In recent years, Austin Heights has grown to about 100 in average weekly attendance. In 2013, the church called its first associate pastor — Sarah Carbajal, a graduate of Baylor and the university’s School of Social Work and Truett Theological Seminary who grew up in Nacogdoches.
She will preach all summer when Childress takes a sabbatical to read, write and study — something his congregation values and encourages.
“They expect substance in the pulpit, and they also give the time to prepare substance.”
They also allow Childress to spend time away twice a year with five pastor-friends who call themselves “The Neighborhood,” inspired by a long-term community of friends in The Glad River. The six ministers spend several days together talking, reading, praying and encouraging each other.
“The Neighborhood has helped keep me alive,” Childress says, noting Austin Heights’ church council always remembers to add the group’s twice-annual gatherings to the church calendar and prepare for their pastors’ absence.
While the stands he has taken through the years sometimes have been unpopular in his community, Childress earned credibility over the long haul and through “hundreds of conversations in the grocery store.”
“A lot of pastoral work in the wider community is just showing up” for PTA meetings, Boy Scout events, high school ballgames and student recitals, Childress says.
“After 25 years, if you are involved, and you genuinely listen to people, you become a pastor to them, more and more in the wider community.”
Like some pastors, Childress maintains an open-door policy, inviting people to come to his office and “vent” if they need to do it. Unlike most ministers, he also maintains an open-porch policy.
Childress proudly displays a certificate declaring his charter membership in the National Association of Porching. Several years ago, when he was away from Nacogdoches on sabbatical, the church built a back porch onto the Childress home.
“In the office, it’s counseling. On the porch, it’s friends talking. That’s why you have a porch,” he says.
It offers Childress one more place to connect with people — the kind of ministry he loves.
“I believe in the personal touch. It’s not for everybody, but for me as a pastor, it’s about face-to-face incarnational ministry.”
Childress cherishes community, and he seeks to create a climate of mutual caring at Austin Heights.
“I want to be in the kind of church where, if you were to walk in the door and accidentally step on the toes of one person, everybody would holler, because they are so connected to one another in Christ.”
That doesn’t mean everybody agrees, he adds. It means they love and respect each other enough to disagree and grow from the experience.

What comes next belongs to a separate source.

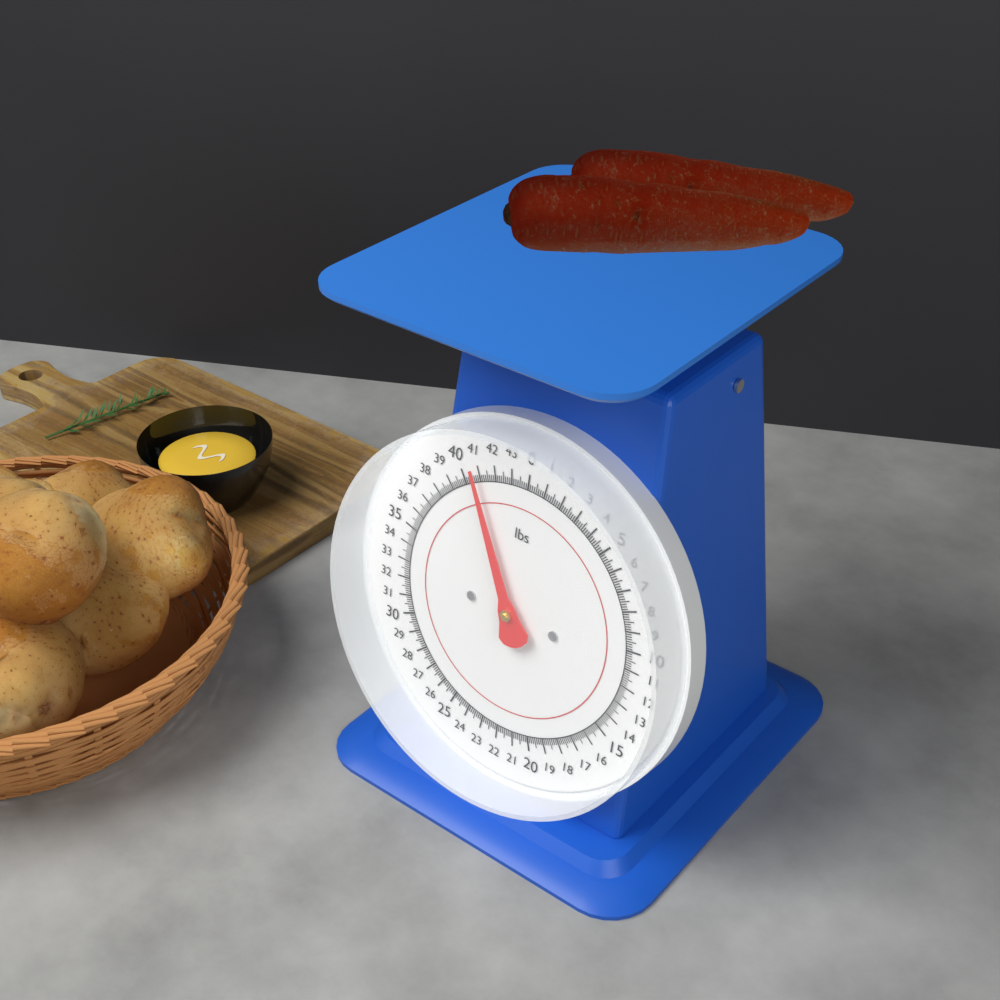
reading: 40.750 lbs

“It’s not just me. It’s about us. Christian discipleship is always ‘us.’ It’s personal, but it’s always in community,” he says.
“Within the community of faith, we have arguments, we have disagreements, and we hammer things out and debate and pray and read the Bible and argue some more. That’s the way it’s supposed to be. … We’ve built up enough trust so that disagreeing with each other has nothing to do with whether we are brothers and sisters or not.”